The hydrated forms of these compounds are lower energy thermodynamically than the anhydrous forms. It takes heat energy to drive the water out of these salts to make them anhydrous. If left in the open, the anhydrous forms will take up water from the atmosphere and re-hydrate themselves. This process releases heat energy, so it "runs downhill" energy-wise.
Because they are highly hygroscopic compounds and absorb moisture from air.
Organix makes two types that are both sulfate free and sodium chloride free. They're both ever straight, one is a brown bottle and one is a pink bottle, but they both say sodium chloride and sodium free on the bottom above the Organix label!
Silver chloride is light sensitive. Light photons break the salt down into silver metal and chlorine gas. Using a dark bottle protects the salt from the light that would degrade the sample.
CLR--comes in a gray plastic bottle you can purchase at grocery store.
-Weight exactly 0,7455 g of ultrapure potassium chloride (KCl) in a weighing bottle, on an analytical balance - Transfer quantitatively the content in a 1 L volumetric flask, grade A - Add approx. o,75 L water (distilled or deionized) - Stir to dissolve all the chloride - Put the volumetric flask in a thermostat at 20 0C - Wait 30 min - Add water (distilled or deionized) to the mark - Stir vigorously - Transfer the solution in a sealed bottle - Add an adequate label on the bottle (date, operator, material, concentration, etc.)
Because they are highly hygroscopic compounds and absorb moisture from air.
Organix makes two types that are both sulfate free and sodium chloride free. They're both ever straight, one is a brown bottle and one is a pink bottle, but they both say sodium chloride and sodium free on the bottom above the Organix label!
Mine says avoid contact with eyes on the bottle. :(
NH4Cl - Ammonium Chloride
PVC (Polyvinyl Chloride)
You have to put it in a glass bottle and dispose of it as hazardous waste.
because once it has left the bottle it can easily become contaminated.
The purpose is to avoid any contamination of the reagent in the bottle.
No. Potassium chloride is an ionic compound. (By the way, the way the question is worded implies that one could have a bottle full of "chloride," which is at least misleading.)
Silver chloride is light sensitive. Light photons break the salt down into silver metal and chlorine gas. Using a dark bottle protects the salt from the light that would degrade the sample.
The first PVC (polyvinyl chloride) bottle was launched in 1969
By mass, sodium chloride is 39.3% sodium, so a 700g bottle of salt would contain about 275 g of sodium.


Search the entries below for "path". Report each line where it occurs.
[[ Data shown open ]]
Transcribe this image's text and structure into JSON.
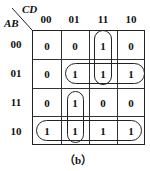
{
  "kmap": {
    "row_var": "AB",
    "col_var": "CD",
    "col_labels": [
      "00",
      "01",
      "11",
      "10"
    ],
    "row_labels": [
      "00",
      "01",
      "11",
      "10"
    ],
    "cells": [
      [
        "0",
        "0",
        "1",
        "0"
      ],
      [
        "0",
        "1",
        "1",
        "1"
      ],
      [
        "0",
        "1",
        "0",
        "0"
      ],
      [
        "1",
        "1",
        "1",
        "1"
      ]
    ],
    "groups": [
      {
        "name": "col-11-rows-00-01",
        "cells": [
          [
            0,
            2
          ],
          [
            1,
            2
          ]
        ]
      },
      {
        "name": "row-01-cols-01-11-10",
        "cells": [
          [
            1,
            1
          ],
          [
            1,
            2
          ],
          [
            1,
            3
          ]
        ]
      },
      {
        "name": "col-01-rows-11-10",
        "cells": [
          [
            2,
            1
          ],
          [
            3,
            1
          ]
        ]
      },
      {
        "name": "row-10-all",
        "cells": [
          [
            3,
            0
          ],
          [
            3,
            1
          ],
          [
            3,
            2
          ],
          [
            3,
            3
          ]
        ]
      }
    ]
  },
  "caption": "（b）"
}
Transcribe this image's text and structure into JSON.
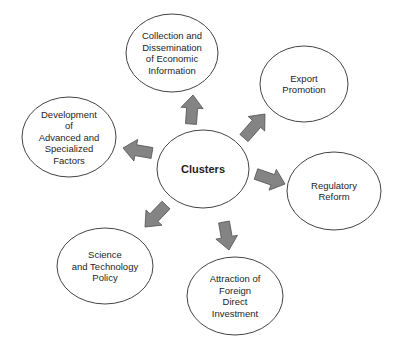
{
  "diagram": {
    "type": "hub-and-spoke",
    "center": {
      "id": "clusters",
      "label": "Clusters",
      "cx": 203,
      "cy": 169,
      "rx": 46,
      "ry": 39
    },
    "nodes": [
      {
        "id": "info",
        "lines": [
          "Collection and",
          "Dissemination",
          "of Economic",
          "Information"
        ],
        "cx": 172,
        "cy": 53,
        "rx": 46,
        "ry": 39
      },
      {
        "id": "export",
        "lines": [
          "Export",
          "Promotion"
        ],
        "cx": 304,
        "cy": 84,
        "rx": 44,
        "ry": 38
      },
      {
        "id": "factors",
        "lines": [
          "Development",
          "of",
          "Advanced and",
          "Specialized",
          "Factors"
        ],
        "cx": 69,
        "cy": 137,
        "rx": 47,
        "ry": 40
      },
      {
        "id": "regulatory",
        "lines": [
          "Regulatory",
          "Reform"
        ],
        "cx": 334,
        "cy": 191,
        "rx": 47,
        "ry": 39
      },
      {
        "id": "science",
        "lines": [
          "Science",
          "and Technology",
          "Policy"
        ],
        "cx": 105,
        "cy": 266,
        "rx": 48,
        "ry": 38
      },
      {
        "id": "fdi",
        "lines": [
          "Attraction of",
          "Foreign",
          "Direct",
          "Investment"
        ],
        "cx": 235,
        "cy": 296,
        "rx": 48,
        "ry": 39
      }
    ],
    "arrows": [
      {
        "to": "info",
        "from": [
          191,
          124
        ],
        "tip": [
          193,
          95
        ]
      },
      {
        "to": "export",
        "from": [
          244,
          138
        ],
        "tip": [
          265,
          114
        ]
      },
      {
        "to": "factors",
        "from": [
          152,
          153
        ],
        "tip": [
          123,
          148
        ]
      },
      {
        "to": "regulatory",
        "from": [
          256,
          174
        ],
        "tip": [
          285,
          184
        ]
      },
      {
        "to": "science",
        "from": [
          166,
          205
        ],
        "tip": [
          145,
          227
        ]
      },
      {
        "to": "fdi",
        "from": [
          224,
          222
        ],
        "tip": [
          229,
          250
        ]
      }
    ],
    "colors": {
      "arrow_fill": "#848484",
      "arrow_stroke": "#505050",
      "ellipse_stroke": "#444444"
    }
  }
}
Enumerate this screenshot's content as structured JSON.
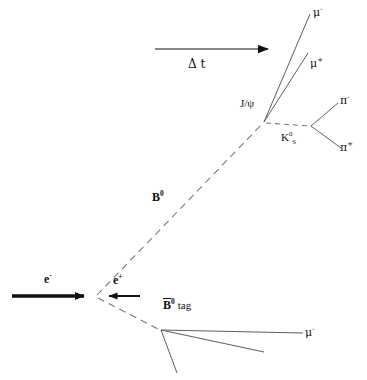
{
  "figure": {
    "background_color": "#ffffff",
    "line_color": "#111111",
    "width": 367,
    "height": 380
  },
  "labels": {
    "mu_minus_top": "μ",
    "mu_minus_top_charge": "-",
    "mu_plus_top": "μ",
    "mu_plus_top_charge": "+",
    "jpsi": "J/ψ",
    "ks": "K",
    "ks_sub": "S",
    "ks_sup": "0",
    "pi_minus": "π",
    "pi_minus_charge": "-",
    "pi_plus": "π",
    "pi_plus_charge": "+",
    "delta_t": "Δ t",
    "b_zero": "B",
    "b_zero_sup": "0",
    "e_minus": "e",
    "e_minus_charge": "-",
    "e_plus": "e",
    "e_plus_charge": "+",
    "bbar_tag_symbol": "B",
    "bbar_tag_sup": "0",
    "bbar_tag_word": "tag",
    "mu_minus_bottom": "μ",
    "mu_minus_bottom_charge": "-"
  },
  "elements": {
    "time_arrow": {
      "name": "delta-t-arrow",
      "x1": 155,
      "y1": 49,
      "x2": 272,
      "y2": 49
    },
    "electron_beam": {
      "name": "electron-beam-arrow",
      "x1": 12,
      "y1": 296,
      "x2": 92,
      "y2": 296
    },
    "positron_beam": {
      "name": "positron-beam-arrow",
      "x1": 140,
      "y1": 296,
      "x2": 101,
      "y2": 296
    },
    "b_zero_track": {
      "name": "b-zero-flight-path",
      "x1": 97,
      "y1": 295,
      "x2": 264,
      "y2": 122,
      "style": "dashed"
    },
    "bbar_tag_track": {
      "name": "bbar-tag-flight-path",
      "x1": 97,
      "y1": 298,
      "x2": 161,
      "y2": 330,
      "style": "dashed"
    },
    "ks_track": {
      "name": "ks-flight-path",
      "x1": 265,
      "y1": 123,
      "x2": 311,
      "y2": 126,
      "style": "dashed"
    },
    "mu_minus_track": {
      "name": "mu-minus-track-upper",
      "x1": 264,
      "y1": 122,
      "x2": 310,
      "y2": 14,
      "style": "solid"
    },
    "mu_plus_track": {
      "name": "mu-plus-track-upper",
      "x1": 264,
      "y1": 122,
      "x2": 308,
      "y2": 53,
      "style": "solid"
    },
    "pi_minus_track": {
      "name": "pi-minus-track",
      "x1": 311,
      "y1": 126,
      "x2": 338,
      "y2": 103,
      "style": "solid"
    },
    "pi_plus_track": {
      "name": "pi-plus-track",
      "x1": 311,
      "y1": 126,
      "x2": 341,
      "y2": 148,
      "style": "solid"
    },
    "tag_track_1": {
      "name": "tag-track-mu-minus",
      "x1": 161,
      "y1": 330,
      "x2": 303,
      "y2": 333,
      "style": "solid"
    },
    "tag_track_2": {
      "name": "tag-track-middle",
      "x1": 161,
      "y1": 330,
      "x2": 264,
      "y2": 352,
      "style": "solid"
    },
    "tag_track_3": {
      "name": "tag-track-lower",
      "x1": 161,
      "y1": 330,
      "x2": 177,
      "y2": 373,
      "style": "solid"
    }
  },
  "vertices": {
    "interaction_point": {
      "name": "e-plus-e-minus-interaction-point",
      "x": 97,
      "y": 296
    },
    "b_decay_vertex": {
      "name": "b-zero-decay-vertex",
      "x": 264,
      "y": 122
    },
    "ks_decay_vertex": {
      "name": "ks-decay-vertex",
      "x": 311,
      "y": 126
    },
    "tag_vertex": {
      "name": "bbar-tag-decay-vertex",
      "x": 161,
      "y": 330
    }
  }
}
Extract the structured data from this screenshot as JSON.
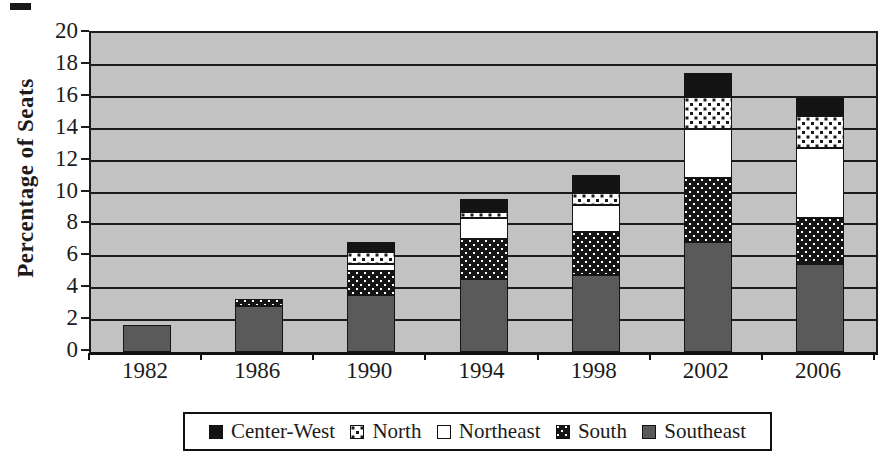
{
  "figure": {
    "kind": "scanned stacked bar chart",
    "colors": {
      "plot_background": "#c2c2c2",
      "ink": "#1b1b1b",
      "southeast_fill": "#5a5a5a",
      "centerwest_fill": "#131313",
      "northeast_fill": "#ffffff"
    }
  },
  "chart_data": {
    "type": "bar",
    "stacked": true,
    "title": "",
    "xlabel": "",
    "ylabel": "Percentage of Seats",
    "ylim": [
      0,
      20
    ],
    "ytick_step": 2,
    "yticks": [
      0,
      2,
      4,
      6,
      8,
      10,
      12,
      14,
      16,
      18,
      20
    ],
    "grid": "horizontal",
    "categories": [
      "1982",
      "1986",
      "1990",
      "1994",
      "1998",
      "2002",
      "2006"
    ],
    "series": [
      {
        "name": "Southeast",
        "pattern": "solid-darkgray",
        "values": [
          1.7,
          2.9,
          3.6,
          4.6,
          4.8,
          6.9,
          5.5
        ]
      },
      {
        "name": "South",
        "pattern": "white-dots-on-black",
        "values": [
          0,
          0.4,
          1.5,
          2.5,
          2.7,
          4.0,
          2.9
        ]
      },
      {
        "name": "Northeast",
        "pattern": "plain-white",
        "values": [
          0,
          0,
          0.45,
          1.3,
          1.7,
          3.1,
          4.4
        ]
      },
      {
        "name": "North",
        "pattern": "black-dots-on-white",
        "values": [
          0,
          0,
          0.75,
          0.4,
          0.8,
          2.0,
          2.0
        ]
      },
      {
        "name": "Center-West",
        "pattern": "solid-black",
        "values": [
          0,
          0,
          0.6,
          0.8,
          1.1,
          1.5,
          1.1
        ]
      }
    ],
    "totals": [
      1.7,
      3.3,
      6.9,
      9.6,
      11.1,
      17.5,
      15.9
    ],
    "legend": {
      "position": "bottom",
      "order": [
        "Center-West",
        "North",
        "Northeast",
        "South",
        "Southeast"
      ]
    }
  }
}
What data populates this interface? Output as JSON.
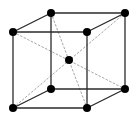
{
  "diagram": {
    "type": "body-centered-cubic-unit-cell",
    "colors": {
      "background": "#ffffff",
      "edge": "#2a2a2a",
      "diagonal": "#9a9a9a",
      "atom": "#000000"
    },
    "atoms": [
      {
        "id": "front-top-left",
        "x": 13,
        "y": 32
      },
      {
        "id": "front-top-right",
        "x": 87,
        "y": 32
      },
      {
        "id": "front-bottom-left",
        "x": 13,
        "y": 108
      },
      {
        "id": "front-bottom-right",
        "x": 87,
        "y": 108
      },
      {
        "id": "back-top-left",
        "x": 51,
        "y": 13
      },
      {
        "id": "back-top-right",
        "x": 125,
        "y": 13
      },
      {
        "id": "back-bottom-left",
        "x": 51,
        "y": 89
      },
      {
        "id": "back-bottom-right",
        "x": 125,
        "y": 89
      },
      {
        "id": "body-center",
        "x": 69,
        "y": 60
      }
    ],
    "edges": [
      [
        "front-top-left",
        "front-top-right"
      ],
      [
        "front-top-right",
        "front-bottom-right"
      ],
      [
        "front-bottom-right",
        "front-bottom-left"
      ],
      [
        "front-bottom-left",
        "front-top-left"
      ],
      [
        "back-top-left",
        "back-top-right"
      ],
      [
        "back-top-right",
        "back-bottom-right"
      ],
      [
        "back-bottom-right",
        "back-bottom-left"
      ],
      [
        "back-bottom-left",
        "back-top-left"
      ],
      [
        "front-top-left",
        "back-top-left"
      ],
      [
        "front-top-right",
        "back-top-right"
      ],
      [
        "front-bottom-left",
        "back-bottom-left"
      ],
      [
        "front-bottom-right",
        "back-bottom-right"
      ]
    ],
    "diagonals": [
      [
        "front-top-left",
        "back-bottom-right"
      ],
      [
        "back-top-left",
        "front-bottom-right"
      ],
      [
        "front-bottom-left",
        "back-top-right"
      ]
    ]
  }
}
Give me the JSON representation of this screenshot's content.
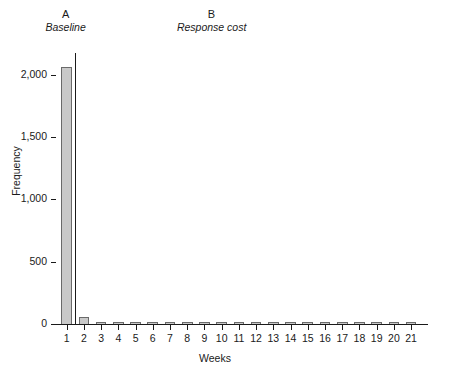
{
  "figure": {
    "panels": [
      {
        "letter": "A",
        "name": "Baseline"
      },
      {
        "letter": "B",
        "name": "Response cost"
      }
    ]
  },
  "chart_data": {
    "type": "bar",
    "title": "",
    "xlabel": "Weeks",
    "ylabel": "Frequency",
    "categories": [
      "1",
      "2",
      "3",
      "4",
      "5",
      "6",
      "7",
      "8",
      "9",
      "10",
      "11",
      "12",
      "13",
      "14",
      "15",
      "16",
      "17",
      "18",
      "19",
      "20",
      "21"
    ],
    "values": [
      2060,
      60,
      8,
      12,
      6,
      14,
      7,
      6,
      9,
      5,
      4,
      7,
      6,
      12,
      9,
      14,
      6,
      13,
      7,
      8,
      9
    ],
    "ylim": [
      0,
      2200
    ],
    "yticks": [
      0,
      500,
      1000,
      1500,
      2000
    ],
    "ytick_labels": [
      "0",
      "500",
      "1,000",
      "1,500",
      "2,000"
    ],
    "grid": false,
    "legend": null,
    "phase_divider_after_category": "1",
    "phases": [
      {
        "label": "A",
        "name": "Baseline",
        "categories": [
          "1"
        ]
      },
      {
        "label": "B",
        "name": "Response cost",
        "categories": [
          "2",
          "3",
          "4",
          "5",
          "6",
          "7",
          "8",
          "9",
          "10",
          "11",
          "12",
          "13",
          "14",
          "15",
          "16",
          "17",
          "18",
          "19",
          "20",
          "21"
        ]
      }
    ],
    "colors": {
      "bar_fill": "#c9c9c9",
      "bar_edge": "#6a6a6a",
      "axis": "#1a1a1a"
    }
  }
}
[[ Data shown closed ]]
*Written response*
      "name": "b-zero-flight-path",
      "name": "bbar-tag-flight-path",
      "name": "ks-flight-path",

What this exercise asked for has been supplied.